RATES: And when he speaks in the assembly, he will make the same
things seem good to the city at one time, and at another time the
reverse of good?
PHAEDRUS: That is true.
SOCRATES: Have we not heard of the Eleatic Palamedes (Zeno), who has an
art of speaking by which he makes the same things appear to his hearers
like and unlike, one and many, at rest and in motion?
PHAEDRUS: Very true.
SOCRATES: The art of disputation, then, is not confined to the courts
and the assembly, but is one and the same in every use of language; this
is the art, if there be such an art, which is able to find a likeness of
everything to which a likeness can be found, and draws into the light of
day the likenesses and disguises which are used by others?
PHAEDRUS: How do you mean?
SOCRATES: Let me put the matter thus: When will there be more chance of
deception--when the difference is large or small?

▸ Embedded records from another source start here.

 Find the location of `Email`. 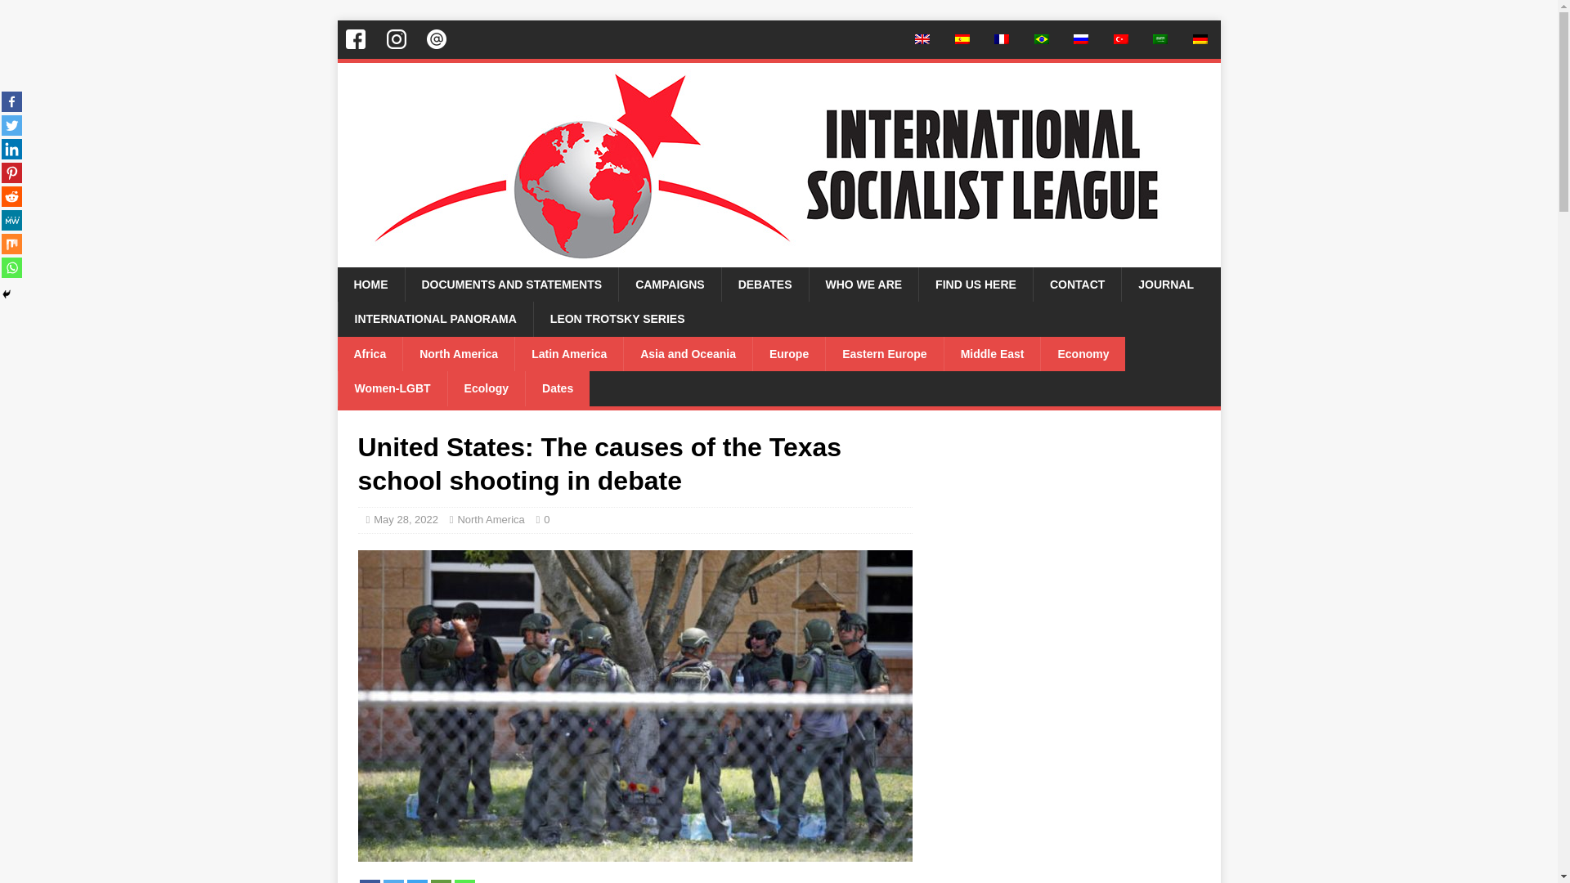

Email is located at coordinates (440, 881).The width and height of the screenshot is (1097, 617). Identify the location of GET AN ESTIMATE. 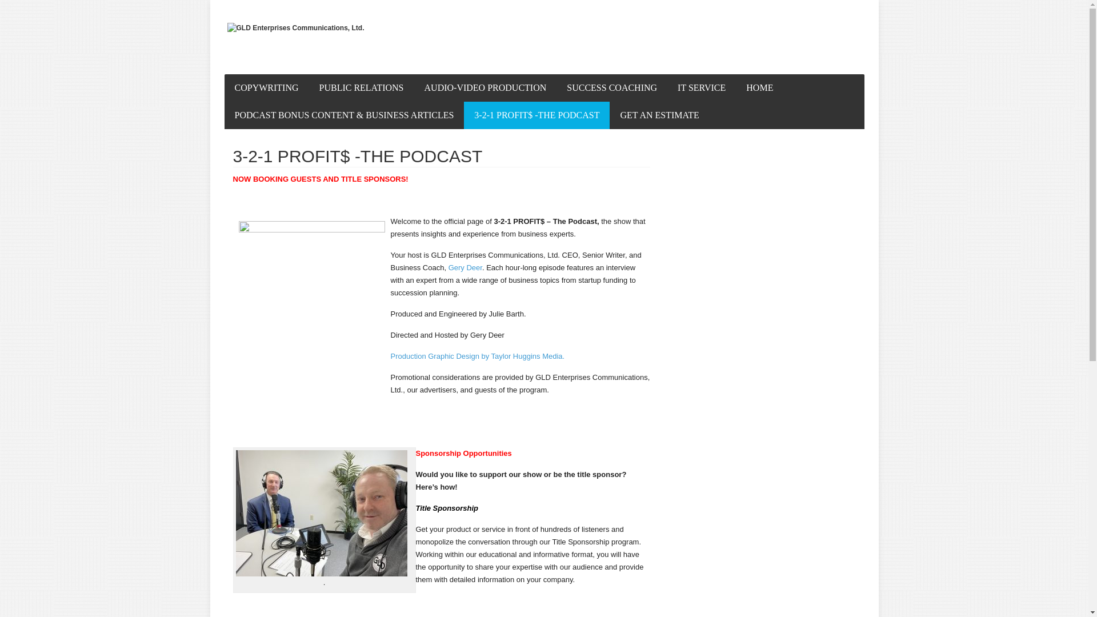
(659, 115). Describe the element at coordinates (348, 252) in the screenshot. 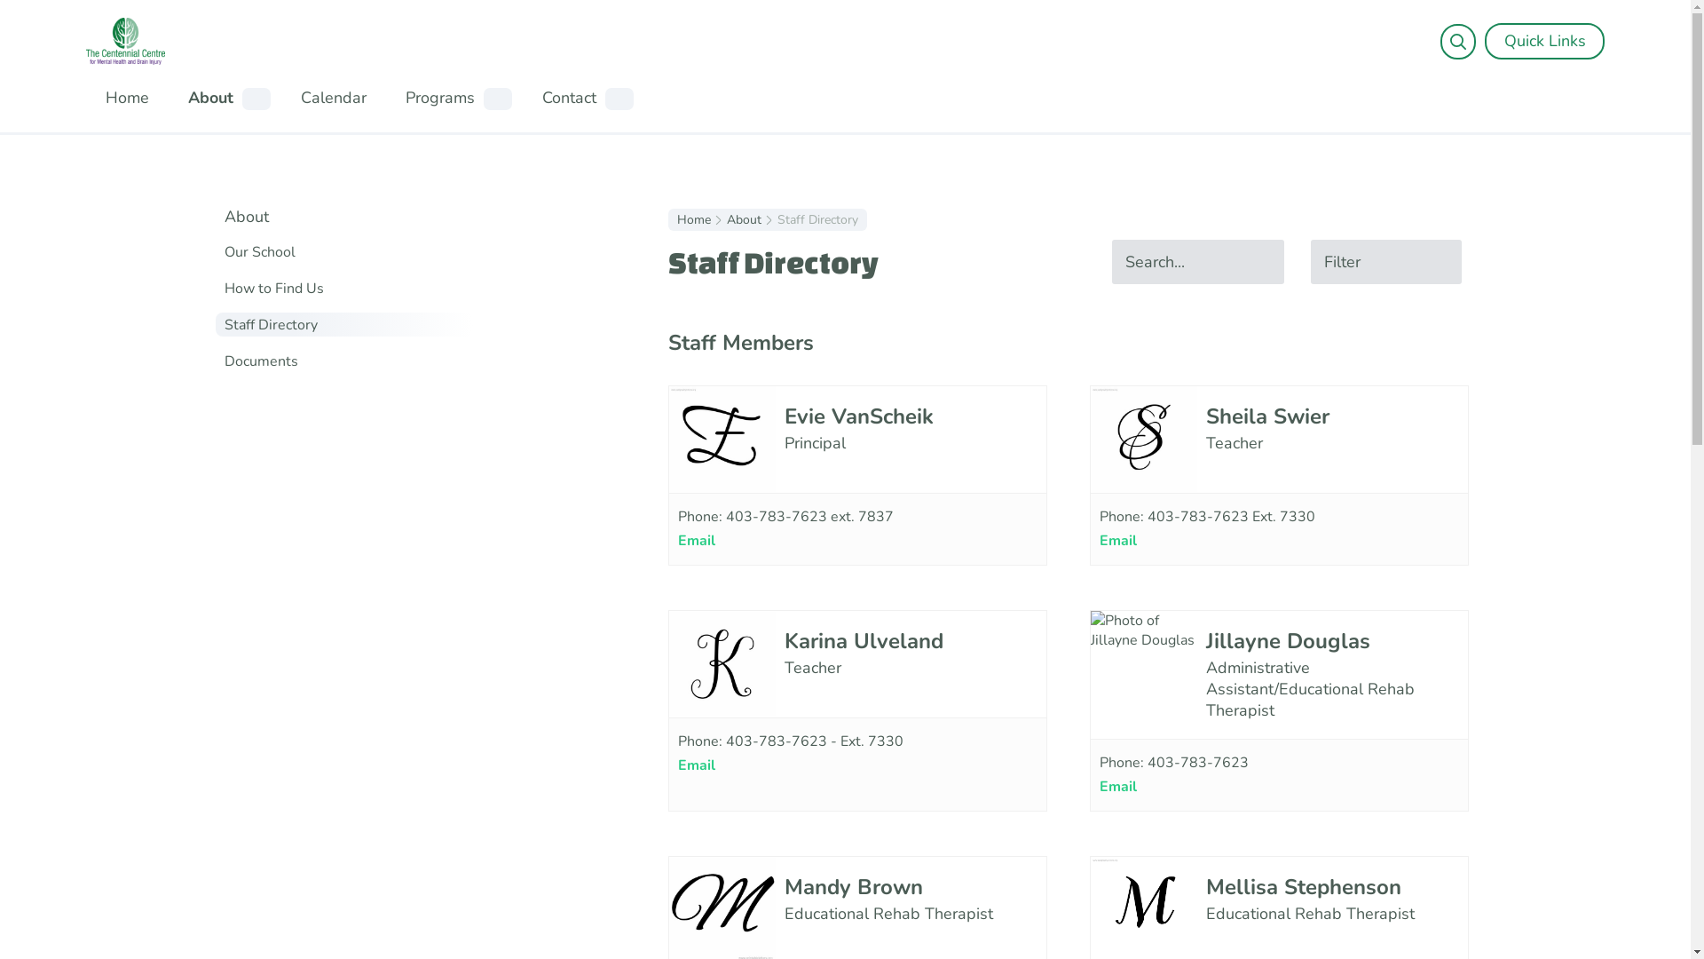

I see `Our School` at that location.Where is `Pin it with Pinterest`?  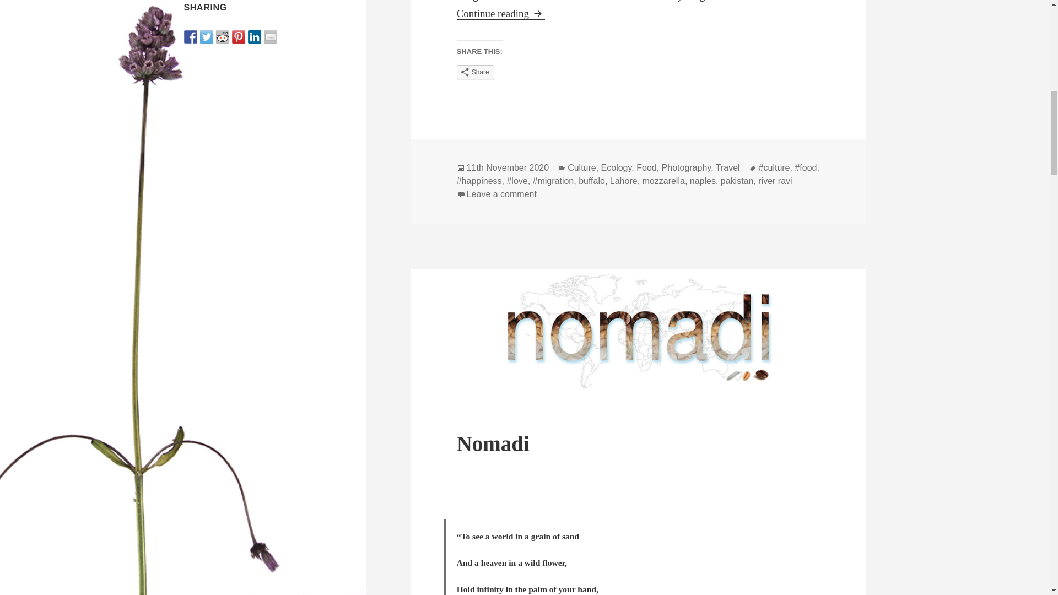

PHAEDRUS: When the difference is small.
SOCRATES: And you will be less likely to be discovered in passing by
degrees into the other extreme than when you go all at once?
PHAEDRUS: Of course.
SOCRATES: He, then, who would deceive others, and not be deceived, must
exactly know the real likenesses and differences of things?
PHAEDRUS: He must.
SOCRATES: And if he is ignorant of the true nature of any subject, how
can he detect the greater or less degree of likeness in other things to
that of which by the hypothesis he is ignorant?
PHAEDRUS: He cannot.
SOCRATES: And when men are deceived and their notions are at
variance with realities, it is clear that the error slips in through
resemblances?
PHAEDRUS: Yes, that is the way.
SOCRATES: Then he who would be a master of the art must understand the
real nature of everything; or he will never know either how to make
the gradual departure from truth into the opposite of truth which is
effected by the help of resemblances, or how to avoid it?
PHAEDRUS: He will not.
SOCRATES: He then, who being ignorant of the truth aims at appearances,
will only attain an art of rhetoric which is ridiculous and is not an
art at all?
PHAEDRUS: That may be expected.
SOCRATES: Shall I propose that we look for examples of art and want of
art, according to our notion of them, in the speech of Lysias which you
have in your hand, and in my own speech?
PHAEDRUS: Nothing could be better; and indeed I think that our previous
argument has been too abstract and wanting in illustrations.